The HPFOPEN also creates the file as a bytestream file — this is just to simplify the HTML generation. Some browsers tend to perpetually load when the file is fixed length and comes off the HP 3000.

Next we throw out some HTML header stuff to put a date/time stamp and file name in the header of the page. Next I put out some copyright information (which I would appreciate if you left in the program). Now for each entry in the copylib, we create the HTML tag for our table of contents into our table, and then write the data out to our temp file. Each section will have its name centered, and written in larger text so it’s easier to read. I also strip out the name at the beginning, and the numbers at the end of each line.

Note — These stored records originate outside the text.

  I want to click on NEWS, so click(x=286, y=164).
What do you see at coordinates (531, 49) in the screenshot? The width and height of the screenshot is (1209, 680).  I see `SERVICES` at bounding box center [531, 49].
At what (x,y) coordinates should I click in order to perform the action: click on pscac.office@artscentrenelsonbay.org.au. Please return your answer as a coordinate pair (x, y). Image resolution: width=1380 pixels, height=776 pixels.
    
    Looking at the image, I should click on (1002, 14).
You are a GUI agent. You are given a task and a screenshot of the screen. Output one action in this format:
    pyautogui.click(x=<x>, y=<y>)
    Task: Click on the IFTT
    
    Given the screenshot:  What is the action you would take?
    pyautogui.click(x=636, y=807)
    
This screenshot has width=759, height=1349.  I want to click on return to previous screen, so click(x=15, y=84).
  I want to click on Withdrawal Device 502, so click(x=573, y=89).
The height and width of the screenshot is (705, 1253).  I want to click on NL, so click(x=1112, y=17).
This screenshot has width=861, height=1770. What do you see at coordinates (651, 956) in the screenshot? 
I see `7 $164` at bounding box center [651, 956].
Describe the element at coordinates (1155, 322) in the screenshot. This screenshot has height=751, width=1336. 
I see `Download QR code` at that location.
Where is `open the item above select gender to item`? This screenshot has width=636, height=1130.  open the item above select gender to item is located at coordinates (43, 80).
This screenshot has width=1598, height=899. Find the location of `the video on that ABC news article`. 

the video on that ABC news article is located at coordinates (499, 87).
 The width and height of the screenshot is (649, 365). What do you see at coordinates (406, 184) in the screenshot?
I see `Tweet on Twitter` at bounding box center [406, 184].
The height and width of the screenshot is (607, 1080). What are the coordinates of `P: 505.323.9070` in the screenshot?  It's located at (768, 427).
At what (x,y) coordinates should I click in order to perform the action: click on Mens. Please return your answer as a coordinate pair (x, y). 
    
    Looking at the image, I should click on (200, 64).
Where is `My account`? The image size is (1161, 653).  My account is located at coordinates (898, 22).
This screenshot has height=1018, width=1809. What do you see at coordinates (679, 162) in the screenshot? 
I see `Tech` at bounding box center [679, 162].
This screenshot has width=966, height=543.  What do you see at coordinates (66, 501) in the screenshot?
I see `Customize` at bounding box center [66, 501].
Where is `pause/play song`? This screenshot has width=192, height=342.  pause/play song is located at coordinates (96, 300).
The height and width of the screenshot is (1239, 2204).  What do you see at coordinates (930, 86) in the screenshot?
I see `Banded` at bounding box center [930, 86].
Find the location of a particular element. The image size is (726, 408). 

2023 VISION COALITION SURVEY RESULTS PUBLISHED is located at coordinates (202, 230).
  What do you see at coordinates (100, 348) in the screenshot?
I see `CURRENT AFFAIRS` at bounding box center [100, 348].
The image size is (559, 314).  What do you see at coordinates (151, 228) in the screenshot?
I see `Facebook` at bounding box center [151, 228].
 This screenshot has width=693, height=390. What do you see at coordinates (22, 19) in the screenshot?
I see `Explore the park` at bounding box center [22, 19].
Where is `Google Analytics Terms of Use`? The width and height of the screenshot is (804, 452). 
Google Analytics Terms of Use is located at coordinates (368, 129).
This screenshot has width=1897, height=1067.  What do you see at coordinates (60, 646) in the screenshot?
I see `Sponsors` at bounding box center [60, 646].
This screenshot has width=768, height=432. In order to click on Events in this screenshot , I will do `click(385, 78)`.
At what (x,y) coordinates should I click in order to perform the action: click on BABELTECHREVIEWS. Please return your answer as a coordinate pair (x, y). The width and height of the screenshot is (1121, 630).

Once we’ve made our first pass at the file, we go back and dump the table we loaded into the actual HTML file, and then read our temp file and dump it to the HTML file as well.

As you can see, none of this is very hard to do. The only really hard part is finding the correct HTML tags to get the desired results from your file. One of the things I like to do on an IT-oriented support intranet is to get Apache/iX set up and running on the development 3000. I then schedule a job to run every Sunday which runs my little program to dump out the copylib, then run DBHTML (a free utility from www.allegro.com that takes an IMAGE root file and produces an HTML file describing the database) on each of my databases, and also copy them into the intranet. This allows people to query information quickly that be useful while doing development.

I can think of some system management-oriented type things you could also dump; for example, some of VeSOFT’s Security/3000 information, and other types of things.

Hopefully this month’s example will start you thinking on how to take more advantage of all the goodies that are now available for the HP 3000. I have a bad feeling you could do this program in 10 lines of Perl code, but I don’t know Perl.

Next month I’m going to make a trip to Sendmail/iX myself. I’ve put together some pretty handy utilities recently, and thought I would share these with everyone.

Shawn Gordon, whose S.M. Gordon & Associates firm supplies HP 3000 utilities, has worked with 3000s since 1983.